§ Stored dataset items:

[Start of section]

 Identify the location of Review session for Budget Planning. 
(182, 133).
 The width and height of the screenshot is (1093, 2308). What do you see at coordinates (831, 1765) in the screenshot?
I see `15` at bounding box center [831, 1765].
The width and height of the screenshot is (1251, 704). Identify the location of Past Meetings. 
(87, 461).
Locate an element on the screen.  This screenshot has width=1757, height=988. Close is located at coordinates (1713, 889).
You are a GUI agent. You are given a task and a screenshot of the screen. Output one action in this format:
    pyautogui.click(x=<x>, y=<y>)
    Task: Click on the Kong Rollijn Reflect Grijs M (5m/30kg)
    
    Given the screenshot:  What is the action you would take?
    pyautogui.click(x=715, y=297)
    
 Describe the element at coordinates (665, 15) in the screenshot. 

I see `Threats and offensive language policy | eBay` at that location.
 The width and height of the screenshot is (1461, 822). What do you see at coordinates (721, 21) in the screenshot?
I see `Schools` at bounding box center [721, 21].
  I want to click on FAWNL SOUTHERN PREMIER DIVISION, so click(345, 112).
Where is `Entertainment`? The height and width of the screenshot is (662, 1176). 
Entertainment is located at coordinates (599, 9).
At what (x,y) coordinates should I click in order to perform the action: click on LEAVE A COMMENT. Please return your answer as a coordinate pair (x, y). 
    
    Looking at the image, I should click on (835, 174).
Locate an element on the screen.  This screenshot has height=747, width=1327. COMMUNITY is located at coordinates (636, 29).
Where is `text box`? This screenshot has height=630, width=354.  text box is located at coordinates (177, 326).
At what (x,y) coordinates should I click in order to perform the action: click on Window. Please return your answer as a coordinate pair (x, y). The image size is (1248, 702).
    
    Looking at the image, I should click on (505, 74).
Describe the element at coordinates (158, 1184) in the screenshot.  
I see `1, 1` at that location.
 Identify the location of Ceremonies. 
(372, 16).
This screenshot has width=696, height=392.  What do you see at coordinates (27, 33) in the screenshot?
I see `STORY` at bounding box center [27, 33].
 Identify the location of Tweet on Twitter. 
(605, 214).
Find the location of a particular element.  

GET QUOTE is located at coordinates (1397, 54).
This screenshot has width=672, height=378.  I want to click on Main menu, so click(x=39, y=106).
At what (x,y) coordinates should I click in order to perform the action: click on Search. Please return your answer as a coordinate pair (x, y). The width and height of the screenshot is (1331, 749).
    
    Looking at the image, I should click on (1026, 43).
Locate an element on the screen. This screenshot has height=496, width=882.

[End of section]

§ Directions for this task:
Could you restate every record above word for word?

§ Output below:
 Identify the location of Review session for Budget Planning. 
(182, 133).
 The width and height of the screenshot is (1093, 2308). What do you see at coordinates (831, 1765) in the screenshot?
I see `15` at bounding box center [831, 1765].
The width and height of the screenshot is (1251, 704). Identify the location of Past Meetings. 
(87, 461).
Locate an element on the screen.  This screenshot has width=1757, height=988. Close is located at coordinates (1713, 889).
You are a GUI agent. You are given a task and a screenshot of the screen. Output one action in this format:
    pyautogui.click(x=<x>, y=<y>)
    Task: Click on the Kong Rollijn Reflect Grijs M (5m/30kg)
    
    Given the screenshot:  What is the action you would take?
    pyautogui.click(x=715, y=297)
    
 Describe the element at coordinates (665, 15) in the screenshot. 

I see `Threats and offensive language policy | eBay` at that location.
 The width and height of the screenshot is (1461, 822). What do you see at coordinates (721, 21) in the screenshot?
I see `Schools` at bounding box center [721, 21].
  I want to click on FAWNL SOUTHERN PREMIER DIVISION, so click(345, 112).
Where is `Entertainment`? The height and width of the screenshot is (662, 1176). 
Entertainment is located at coordinates (599, 9).
At what (x,y) coordinates should I click in order to perform the action: click on LEAVE A COMMENT. Please return your answer as a coordinate pair (x, y). 
    
    Looking at the image, I should click on (835, 174).
Locate an element on the screen.  This screenshot has height=747, width=1327. COMMUNITY is located at coordinates (636, 29).
Where is `text box`? This screenshot has height=630, width=354.  text box is located at coordinates (177, 326).
At what (x,y) coordinates should I click in order to perform the action: click on Window. Please return your answer as a coordinate pair (x, y). The image size is (1248, 702).
    
    Looking at the image, I should click on (505, 74).
Describe the element at coordinates (158, 1184) in the screenshot.  
I see `1, 1` at that location.
 Identify the location of Ceremonies. 
(372, 16).
This screenshot has width=696, height=392.  What do you see at coordinates (27, 33) in the screenshot?
I see `STORY` at bounding box center [27, 33].
 Identify the location of Tweet on Twitter. 
(605, 214).
Find the location of a particular element.  

GET QUOTE is located at coordinates (1397, 54).
This screenshot has width=672, height=378.  I want to click on Main menu, so click(x=39, y=106).
At what (x,y) coordinates should I click in order to perform the action: click on Search. Please return your answer as a coordinate pair (x, y). The width and height of the screenshot is (1331, 749).
    
    Looking at the image, I should click on (1026, 43).
Locate an element on the screen. This screenshot has height=496, width=882.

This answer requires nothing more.